>As people gained experience and fed back
>ideas, the closed loop pointing system has
>evolved into an "adaptive" one which does
>pointing corrections only when needed.
In addition, empirical terms for the last bit of polar misalignment and flexure are relatively simple to build, even into a client script, and I've found these are all that is needed if the telescope is properly balanced and has no egregious problems (like Alain's gear problem). On most of my scripts at this time, I check the pointing on the data image after the fact to "make sure" things are right. Only rarely is a problem found, and I have correlated a few of those problems to an owl landing on the telescope.
>Thus, "George's Rule" (Doug George that is) holds: The
>more money you spend the more work you can get done per
>unit time.
From a fiscal planning perspective, to justify an expensive mounting on these grounds alone, you'd have to show that spending twice as much money results in more than twice as much work per unit of time than if the lesser mounting were used. This can't be done; the users of premium mountings that I know get approximately a 5% gain by skipping the checks mentioned above. It is hard to argue that this magnitude of gain is worth a ~600% increase in system cost. Especially when merely doubling the cost gets you twice the efficiency (by buying two identical systems) (which is why I say you'd need a >2 factor to justify the cost). And even more so when the big bottleneck for most users is downloading images through that crappy parallel port - speeding that up could be more cost-justifiable on an efficiency basis.
Of course, there are a number of other reasons to use a higher-end mounting (load carrying capability is #1 in my book). But if you have only $10,000 to spend on the whole system, forget it.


Description of the task:
Among the entries, find each line that includes the string "Total" and list it.

Top of Extracted entries

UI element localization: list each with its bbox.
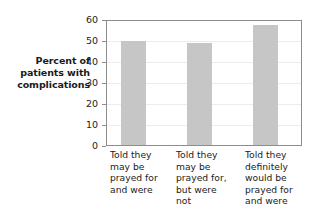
x-label-group-1: Told they may be prayed for and were bbox=[110, 149, 158, 195]
y-tick-30: 30 bbox=[0, 83, 106, 84]
y-tick-label-20: 20 bbox=[86, 97, 98, 110]
x-label-3-line-3: would be bbox=[245, 172, 293, 184]
y-tick-60: 60 bbox=[0, 20, 106, 21]
y-tick-label-10: 10 bbox=[86, 118, 98, 131]
plot-area bbox=[106, 20, 302, 146]
y-tick-label-50: 50 bbox=[86, 34, 98, 47]
x-label-3-line-2: definitely bbox=[245, 161, 293, 173]
bar-chart: Percent of patients with complications 6… bbox=[0, 0, 321, 218]
x-label-2-line-1: Told they bbox=[176, 149, 227, 161]
x-label-1-line-1: Told they bbox=[110, 149, 158, 161]
y-tick-label-60: 60 bbox=[86, 13, 98, 26]
y-tick-20: 20 bbox=[0, 104, 106, 105]
y-tick-50: 50 bbox=[0, 41, 106, 42]
y-tick-10: 10 bbox=[0, 125, 106, 126]
bar-told-definitely-would-be-prayed-for-and-were bbox=[253, 25, 278, 145]
x-label-group-2: Told they may be prayed for, but were no… bbox=[176, 149, 227, 207]
x-label-group-3: Told they definitely would be prayed for… bbox=[245, 149, 293, 207]
y-tick-label-30: 30 bbox=[86, 76, 98, 89]
y-tick-mark-0 bbox=[102, 146, 106, 147]
x-label-2-line-2: may be bbox=[176, 161, 227, 173]
x-label-3-line-5: and were bbox=[245, 195, 293, 207]
x-label-1-line-2: may be bbox=[110, 161, 158, 173]
y-tick-0: 0 bbox=[0, 146, 106, 147]
x-axis-labels: Told they may be prayed for and were Tol… bbox=[106, 149, 302, 218]
x-label-2-line-3: prayed for, bbox=[176, 172, 227, 184]
x-label-1-line-4: and were bbox=[110, 184, 158, 196]
bar-told-may-be-prayed-for-and-were bbox=[121, 41, 146, 145]
x-label-3-line-1: Told they bbox=[245, 149, 293, 161]
x-label-3-line-4: prayed for bbox=[245, 184, 293, 196]
x-label-2-line-5: not bbox=[176, 195, 227, 207]
bar-told-may-be-prayed-for-but-were-not bbox=[187, 43, 212, 145]
x-label-2-line-4: but were bbox=[176, 184, 227, 196]
y-axis: 60 50 40 30 20 10 0 bbox=[0, 20, 106, 146]
bars bbox=[107, 21, 301, 145]
y-tick-40: 40 bbox=[0, 62, 106, 63]
x-label-1-line-3: prayed for bbox=[110, 172, 158, 184]
y-tick-label-40: 40 bbox=[86, 55, 98, 68]
y-tick-label-0: 0 bbox=[92, 139, 98, 152]
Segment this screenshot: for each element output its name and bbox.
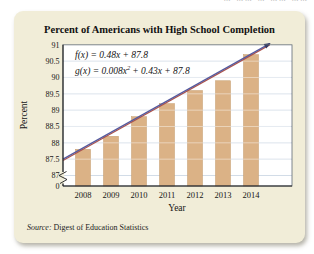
y-tick-label: 87: [52, 171, 60, 180]
y-tick-label: 88: [52, 139, 60, 148]
formula-g: g(x) = 0.008x2+ 0.43x + 87.8: [75, 64, 190, 77]
bar-2011: [160, 104, 175, 186]
y-tick-label: 90.5: [46, 57, 60, 66]
y-tick-label: 89.5: [46, 90, 60, 99]
bar-2014: [244, 55, 259, 186]
bar-2010: [132, 117, 147, 186]
y-axis-title: Percent: [19, 100, 29, 129]
x-tick-label: 2009: [103, 190, 120, 200]
x-tick-label: 2014: [243, 190, 261, 200]
x-axis-title: Year: [168, 203, 186, 213]
completion-bar-chart: f(x) = 0.48x + 87.8 g(x) = 0.008x2+ 0.43…: [0, 0, 314, 254]
figure-stage: m mm m mm mm Percent of Americans with H…: [0, 0, 314, 254]
y-tick-label: 91: [52, 41, 60, 50]
origin-label: 0: [56, 182, 60, 191]
formula-f: f(x) = 0.48x + 87.8: [75, 50, 148, 61]
formula-g-suffix: + 0.43x + 87.8: [132, 66, 190, 76]
y-tick-label: 87.5: [46, 155, 60, 164]
y-tick-label: 90: [52, 73, 60, 82]
y-tick-label: 88.5: [46, 122, 60, 131]
x-tick-label: 2008: [75, 190, 92, 200]
bar-2008: [76, 149, 91, 186]
y-tick-label: 89: [52, 106, 60, 115]
bar-2012: [188, 91, 203, 186]
bar-2009: [104, 136, 119, 186]
formula-g-prefix: g(x) = 0.008x: [75, 66, 128, 77]
x-tick-label: 2011: [159, 190, 176, 200]
x-tick-label: 2012: [187, 190, 204, 200]
x-tick-label: 2013: [215, 190, 232, 200]
x-tick-label: 2010: [131, 190, 148, 200]
bar-2013: [216, 81, 231, 186]
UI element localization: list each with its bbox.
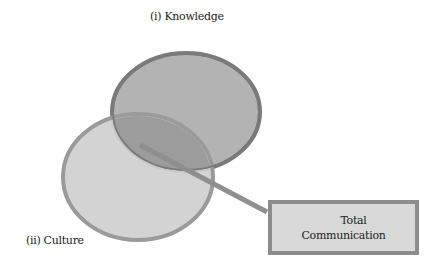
box-text-line2: Communication bbox=[301, 228, 385, 243]
culture-label: (ii) Culture bbox=[26, 234, 84, 247]
box-text-line1: Total bbox=[320, 213, 366, 228]
knowledge-label: (i) Knowledge bbox=[150, 10, 224, 23]
total-communication-box: Total Communication bbox=[268, 200, 419, 255]
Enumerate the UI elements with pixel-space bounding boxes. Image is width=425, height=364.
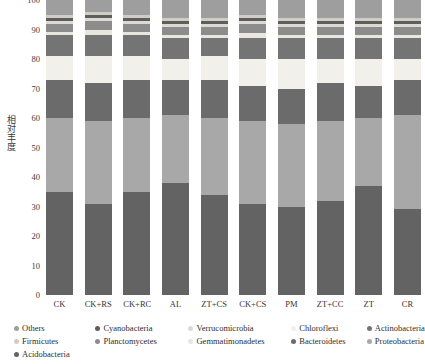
y-axis-tick: 80 xyxy=(32,55,41,64)
bar-segment xyxy=(278,124,305,207)
bar-segment xyxy=(201,80,228,118)
bar-segment xyxy=(239,38,266,59)
bar-segment xyxy=(85,121,112,204)
bar-column[interactable] xyxy=(317,0,344,295)
bar-segment xyxy=(46,24,73,33)
bar-segment xyxy=(278,207,305,296)
bar-column[interactable] xyxy=(46,0,73,295)
legend-item[interactable]: Chloroflexi xyxy=(291,322,367,335)
bar-segment xyxy=(46,0,73,15)
bar-segment xyxy=(239,24,266,33)
bar-segment xyxy=(355,86,382,118)
x-axis-tick-labels: CKCK+RSCK+RCALZT+CSCK+CSPMZT+CCZTCR xyxy=(46,299,421,309)
bars-container xyxy=(46,0,421,295)
legend-item[interactable]: Verrucomicrobia xyxy=(188,322,291,335)
bar-segment xyxy=(85,35,112,56)
legend-item[interactable]: Acidobacteria xyxy=(14,348,98,361)
bar-segment xyxy=(394,38,421,59)
legend-item[interactable]: Gemmatimonadetes xyxy=(188,335,291,348)
legend-row: Acidobacteria xyxy=(14,348,425,361)
bar-stack xyxy=(317,0,344,295)
legend-swatch-icon xyxy=(367,339,372,344)
bar-segment xyxy=(394,0,421,18)
bar-column[interactable] xyxy=(201,0,228,295)
legend-item[interactable]: Proteobacteria xyxy=(367,335,425,348)
legend-item[interactable]: Bacteroidetes xyxy=(291,335,367,348)
bar-segment xyxy=(162,27,189,36)
legend-label: Firmicutes xyxy=(22,337,58,346)
bar-column[interactable] xyxy=(394,0,421,295)
legend-swatch-icon xyxy=(188,339,193,344)
x-axis-tick: CK xyxy=(46,299,73,309)
bar-segment xyxy=(355,186,382,295)
bar-segment xyxy=(355,0,382,18)
bar-segment xyxy=(355,59,382,86)
bar-segment xyxy=(317,201,344,295)
legend-swatch-icon xyxy=(95,326,100,331)
legend-swatch-icon xyxy=(188,326,193,331)
bar-column[interactable] xyxy=(123,0,150,295)
bar-segment xyxy=(317,59,344,83)
bar-segment xyxy=(162,115,189,183)
legend-item[interactable]: Actinobacteria xyxy=(367,322,425,335)
bar-segment xyxy=(239,121,266,204)
bar-stack xyxy=(123,0,150,295)
bar-segment xyxy=(123,0,150,15)
bar-segment xyxy=(317,0,344,18)
bar-segment xyxy=(317,83,344,121)
x-axis-tick: CK+RC xyxy=(123,299,150,309)
y-axis-tick: 100 xyxy=(27,0,40,4)
x-axis-tick: ZT xyxy=(355,299,382,309)
x-axis-tick: ZT+CS xyxy=(201,299,228,309)
y-axis-tick: 90 xyxy=(32,25,41,34)
y-axis-tick: 70 xyxy=(32,84,41,93)
bar-segment xyxy=(239,0,266,15)
bar-segment xyxy=(123,56,150,80)
bar-segment xyxy=(201,118,228,195)
bar-segment xyxy=(355,118,382,186)
bar-segment xyxy=(162,0,189,18)
bar-column[interactable] xyxy=(355,0,382,295)
bar-segment xyxy=(317,38,344,59)
legend-label: Chloroflexi xyxy=(299,324,338,333)
bar-segment xyxy=(201,56,228,80)
y-axis-tick: 50 xyxy=(32,143,41,152)
bar-segment xyxy=(278,0,305,18)
bar-stack xyxy=(85,0,112,295)
bar-segment xyxy=(162,80,189,115)
bar-segment xyxy=(317,121,344,201)
bar-segment xyxy=(239,86,266,121)
legend-item[interactable]: Others xyxy=(14,322,95,335)
bar-segment xyxy=(85,56,112,83)
bar-stack xyxy=(239,0,266,295)
bar-segment xyxy=(355,27,382,36)
bar-column[interactable] xyxy=(278,0,305,295)
bar-segment xyxy=(317,27,344,36)
bar-segment xyxy=(46,80,73,118)
y-axis-title: 相对丰度 xyxy=(2,115,16,151)
bar-segment xyxy=(123,24,150,33)
plot-area: 相对丰度 0102030405060708090100 CKCK+RSCK+RC… xyxy=(0,0,425,318)
legend-item[interactable]: Cyanobacteria xyxy=(95,322,188,335)
x-axis-tick: PM xyxy=(278,299,305,309)
bar-column[interactable] xyxy=(85,0,112,295)
bar-column[interactable] xyxy=(239,0,266,295)
bar-segment xyxy=(85,0,112,12)
legend-swatch-icon xyxy=(95,339,100,344)
legend-swatch-icon xyxy=(14,352,19,357)
chart-legend: OthersCyanobacteriaVerrucomicrobiaChloro… xyxy=(0,322,425,364)
bar-segment xyxy=(46,192,73,295)
bar-segment xyxy=(162,38,189,59)
y-axis-tick: 30 xyxy=(32,202,41,211)
bar-column[interactable] xyxy=(162,0,189,295)
bar-segment xyxy=(123,118,150,192)
legend-row: OthersCyanobacteriaVerrucomicrobiaChloro… xyxy=(14,322,425,335)
legend-item[interactable]: Planctomycetes xyxy=(95,335,188,348)
legend-label: Others xyxy=(22,324,45,333)
legend-swatch-icon xyxy=(14,326,19,331)
bar-segment xyxy=(239,59,266,86)
bar-stack xyxy=(394,0,421,295)
legend-item[interactable]: Firmicutes xyxy=(14,335,95,348)
legend-label: Proteobacteria xyxy=(375,337,424,346)
x-axis-tick: CK+CS xyxy=(239,299,266,309)
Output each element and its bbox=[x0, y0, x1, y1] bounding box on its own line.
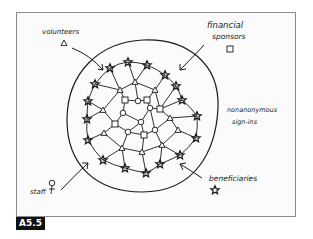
beneficiaries-label: beneficiaries bbox=[209, 174, 257, 183]
financial-sponsors-label-line1: financial bbox=[207, 20, 244, 30]
financial-sponsors-label-line2: sponsors bbox=[212, 32, 246, 41]
staff-label: staff bbox=[30, 188, 47, 196]
figure-label: A5.5 bbox=[16, 217, 45, 230]
staff-figure-icon bbox=[49, 180, 55, 194]
nonanonymous-label-line1: nonanonymous bbox=[227, 106, 278, 114]
network-diagram: volunteers financial sponsors nonanonymo… bbox=[0, 0, 313, 239]
volunteer-nodes bbox=[100, 79, 181, 154]
volunteer-triangle-icon bbox=[61, 40, 67, 45]
beneficiary-star-icon bbox=[211, 186, 219, 194]
sponsor-square-icon bbox=[227, 46, 233, 52]
volunteers-label: volunteers bbox=[42, 28, 79, 36]
sign-ins-label-line2: sign-ins bbox=[232, 118, 258, 126]
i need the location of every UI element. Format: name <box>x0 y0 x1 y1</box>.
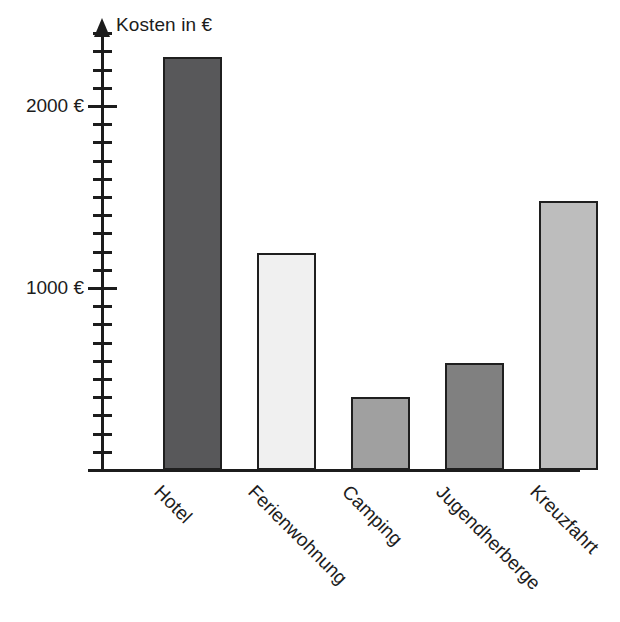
bar-kreuzfahrt <box>539 201 598 470</box>
y-axis-minor-tick <box>93 87 112 90</box>
y-axis-minor-tick <box>93 141 112 144</box>
y-axis-minor-tick <box>93 323 112 326</box>
y-axis-minor-tick <box>93 196 112 199</box>
y-axis-tick-label: 2000 € <box>26 95 84 117</box>
y-axis-minor-tick <box>93 232 112 235</box>
y-axis-minor-tick <box>93 69 112 72</box>
y-axis-minor-tick <box>93 178 112 181</box>
y-axis-minor-tick <box>93 451 112 454</box>
y-axis-minor-tick <box>93 160 112 163</box>
y-axis-minor-tick <box>93 433 112 436</box>
y-axis-minor-tick <box>93 305 112 308</box>
y-axis-minor-tick <box>93 414 112 417</box>
bar-hotel <box>163 57 222 470</box>
bar-jugendherberge <box>445 363 504 470</box>
y-axis-title: Kosten in € <box>116 14 212 36</box>
y-axis-major-tick <box>88 287 117 290</box>
y-axis-minor-tick <box>93 32 112 35</box>
x-axis-label-hotel: Hotel <box>149 481 196 528</box>
x-axis-label-kreuzfahrt: Kreuzfahrt <box>525 481 603 559</box>
y-axis-minor-tick <box>93 214 112 217</box>
plot-area: Kosten in € 1000 €2000 € HotelFerienwohn… <box>0 0 620 622</box>
x-axis-line <box>88 469 580 472</box>
bar-ferienwohnung <box>257 253 316 470</box>
y-axis-minor-tick <box>93 251 112 254</box>
y-axis-minor-tick <box>93 50 112 53</box>
bar-chart: Kosten in € 1000 €2000 € HotelFerienwohn… <box>0 0 620 622</box>
y-axis-minor-tick <box>93 123 112 126</box>
y-axis-minor-tick <box>93 342 112 345</box>
y-axis-minor-tick <box>93 378 112 381</box>
y-axis-minor-tick <box>93 360 112 363</box>
y-axis-tick-label: 1000 € <box>26 277 84 299</box>
y-axis-major-tick <box>88 105 117 108</box>
x-axis-label-camping: Camping <box>337 481 406 550</box>
x-axis-label-ferienwohnung: Ferienwohnung <box>243 481 351 589</box>
bar-camping <box>351 397 410 470</box>
y-axis-minor-tick <box>93 269 112 272</box>
y-axis-minor-tick <box>93 396 112 399</box>
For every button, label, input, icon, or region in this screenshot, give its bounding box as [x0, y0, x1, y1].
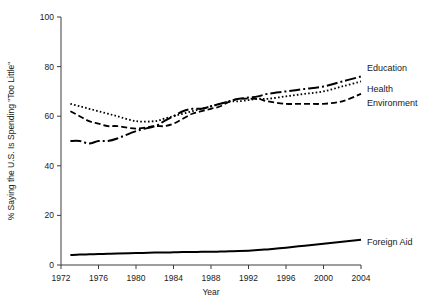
x-tick-label: 2000 — [314, 273, 333, 283]
x-tick-label: 1988 — [202, 273, 221, 283]
line-chart: 020406080100 197219761980198419881992199… — [0, 0, 428, 298]
series-label-health: Health — [367, 84, 393, 94]
series-inline-labels: EducationHealthEnvironmentForeign Aid — [367, 63, 418, 247]
y-tick-label: 60 — [45, 111, 55, 121]
series-line-foreign-aid — [70, 240, 361, 255]
x-tick-label: 1972 — [52, 273, 71, 283]
y-tick-label: 100 — [40, 12, 54, 22]
x-tick-label: 1976 — [89, 273, 108, 283]
x-tick-label: 1980 — [127, 273, 146, 283]
x-tick-label: 1984 — [164, 273, 183, 283]
series-line-environment — [70, 94, 361, 129]
series-lines — [70, 77, 361, 256]
y-tick-label: 0 — [49, 260, 54, 270]
y-axis-ticks: 020406080100 — [40, 12, 61, 270]
y-tick-label: 40 — [45, 161, 55, 171]
series-label-foreign-aid: Foreign Aid — [367, 237, 413, 247]
x-tick-label: 1996 — [277, 273, 296, 283]
y-tick-label: 80 — [45, 62, 55, 72]
x-axis-title: Year — [202, 287, 219, 297]
y-tick-label: 20 — [45, 210, 55, 220]
series-line-education — [70, 77, 361, 144]
x-axis-ticks: 197219761980198419881992199620002004 — [52, 265, 371, 283]
y-axis-title: % Saying the U.S. Is Spending "Too Littl… — [6, 62, 16, 221]
chart-container: 020406080100 197219761980198419881992199… — [0, 0, 428, 298]
x-tick-label: 1992 — [239, 273, 258, 283]
series-label-environment: Environment — [367, 98, 418, 108]
series-label-education: Education — [367, 63, 407, 73]
x-tick-label: 2004 — [352, 273, 371, 283]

Bottom of Extracted entries

Solution to this problem:
box-text-line1: Total bbox=[320, 213, 366, 228]
total-communication-box: Total Communication bbox=[268, 200, 419, 255]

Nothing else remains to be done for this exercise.